More than 130 activities as well as tips and suggestions for using the classroom board more effectively and efficiently. This book provides tips and suggestions to help language teachers use their classroom boards more effectively and efficiently. More than 130 activities for the board to help teachers both teach and assess their students are included. These activities will also provide opportunities for students, whatever their age or level of competency, to learn and practice specific lexical, phonetic, or grammatical items; attain increased fluency in their writing, reading, listening, and speaking skills; teach and learn from their peers; practice self-assessment; get to know each other and other cultures better; and have fun during the learning process.
Many of those mentioned methods are way costing time compared to nowadays convenient internet source. Especially true for those who doesn't have any talent in drawing like me.
Technology has changed a great deal since this book was first published back in the late 1990's. The role of the whiteboard in the classroom is still important. However, the use of a projector along with PowerPoint can bring many of the benefits of the whiteboard in a manner that saves time. While creating grids on the board to organize information and vocabulary on the board is a nice idea, the time it takes during class to draw each of these large items is downtime. If you have to draw multiple items during the explanation part of your class, the time that you have your back to the students is a prime time for them to be checking their cell phones or doing something unrelated to class. Presenting this information through PowerPoint will save your class time since the information can instantaneously appear. Additionally, the information in each of the slides can be quickly copied and edited in a document file that the students can fill out while following along with the activity on the projector.
While the concept of having students coming up to the board to write their information is a nice idea, I find it really eats into the students time especially in an institute like mine where there is almost no breathing room in the schedule. In a large classroom full of adults, if there is only three or four people writing on the board, the rest of the students aren't directly participating in the activity. Students paired together and working on a writing assignment gives more opportunities for students to practice writing and discuss the idea at hand.

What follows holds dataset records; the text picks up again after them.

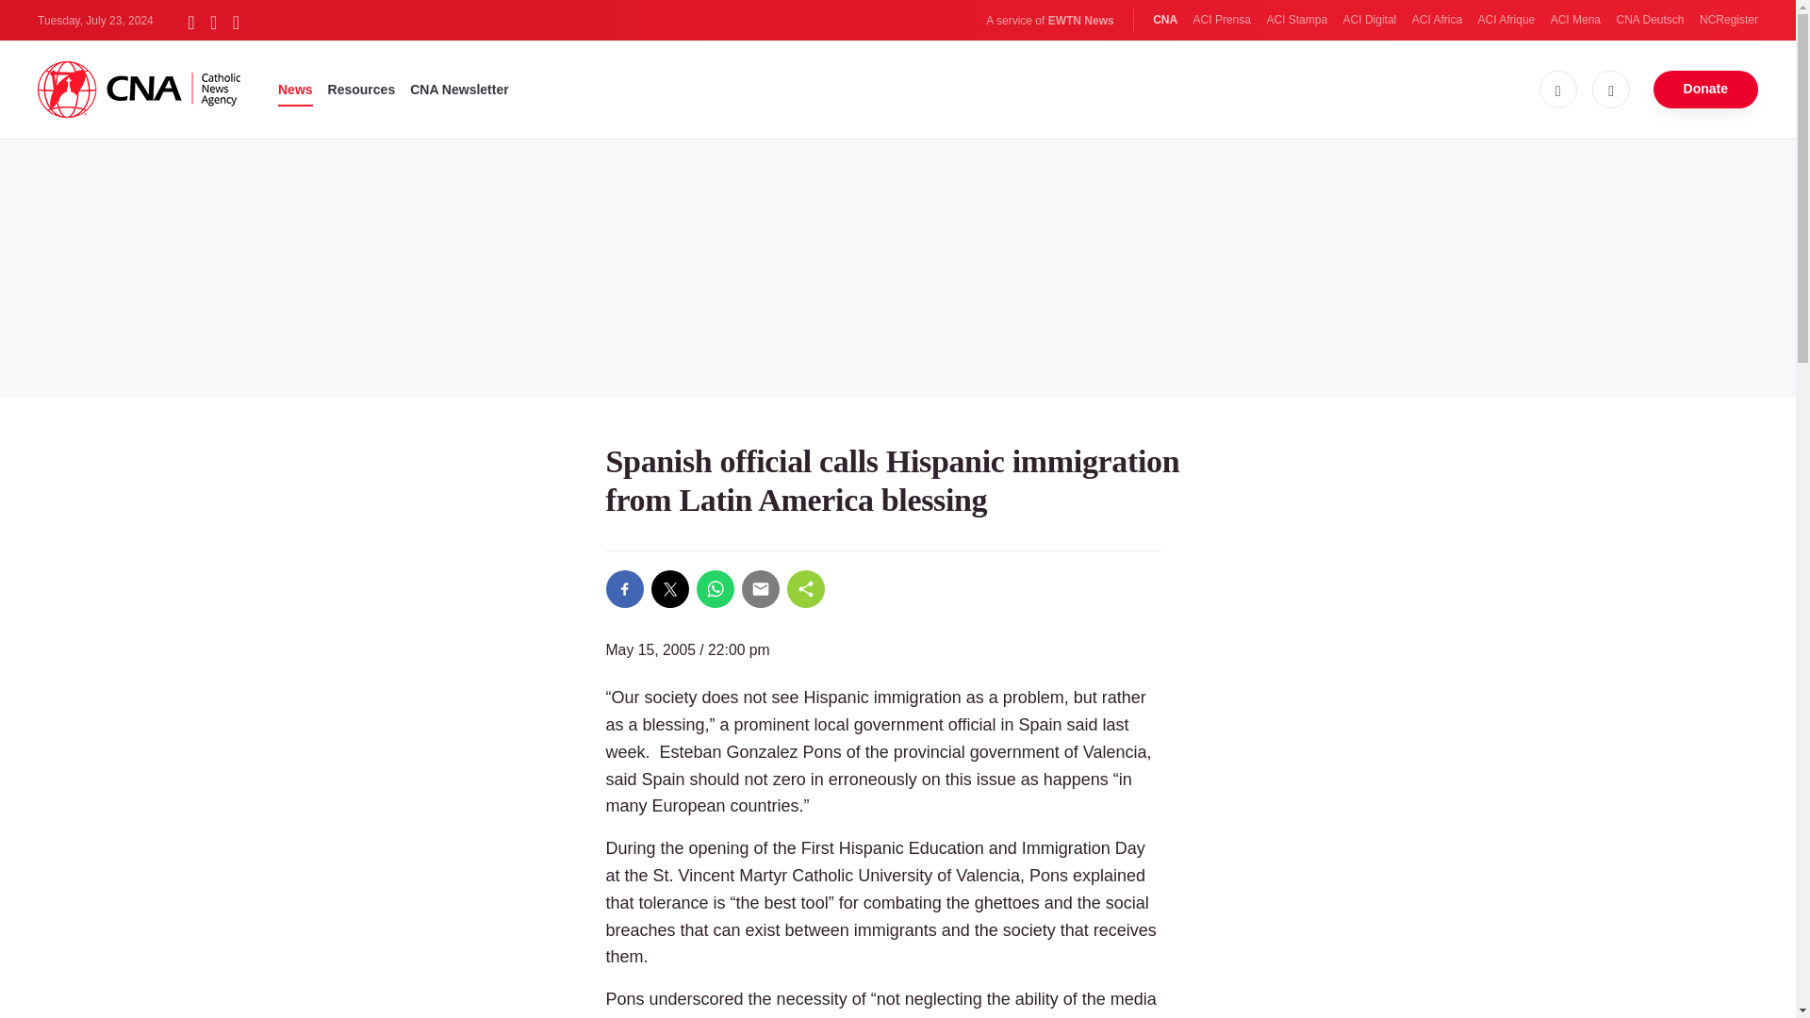  Describe the element at coordinates (1296, 20) in the screenshot. I see `ACI Stampa` at that location.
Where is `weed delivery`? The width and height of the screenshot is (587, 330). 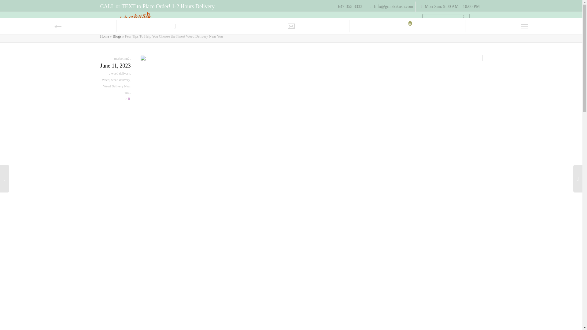
weed delivery is located at coordinates (120, 80).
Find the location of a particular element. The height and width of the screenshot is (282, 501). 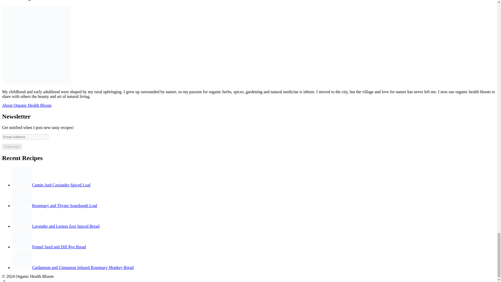

About Organic Health Bloom is located at coordinates (27, 105).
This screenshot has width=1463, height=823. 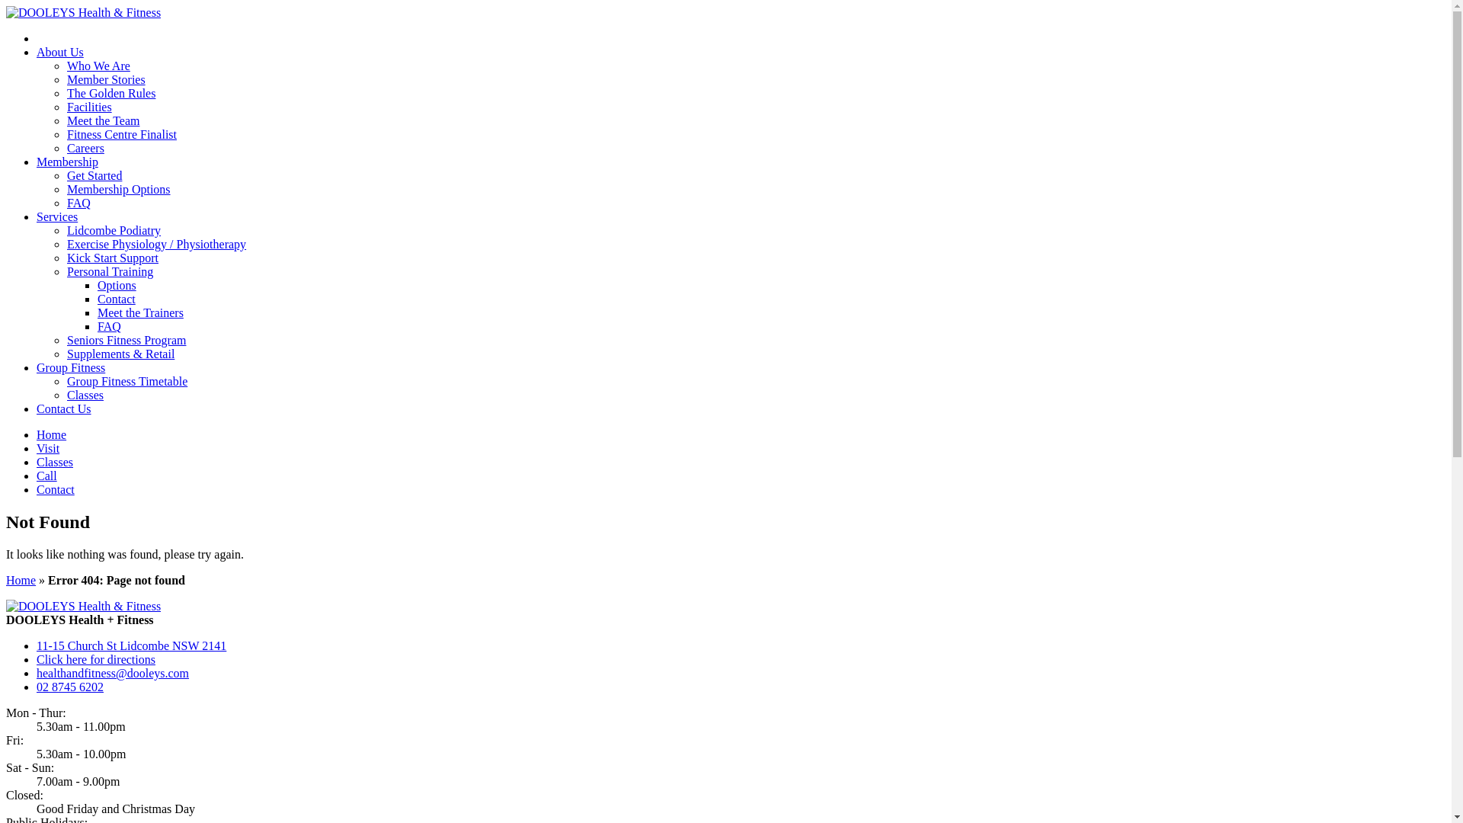 What do you see at coordinates (120, 354) in the screenshot?
I see `Supplements & Retail` at bounding box center [120, 354].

Despite my disagreement with some of the concepts that Ms. Dobbs suggests in her book, there were also a lot of other good ideas for activities that I could use in my class that I found helpful. In the activities that I learned the most from, I found the method of using the board for the activity was secondary to the actual activity itself. I personally found the order of adjective lesson and sentence structure review lessons very intriguing and hope to use these in my classes one day.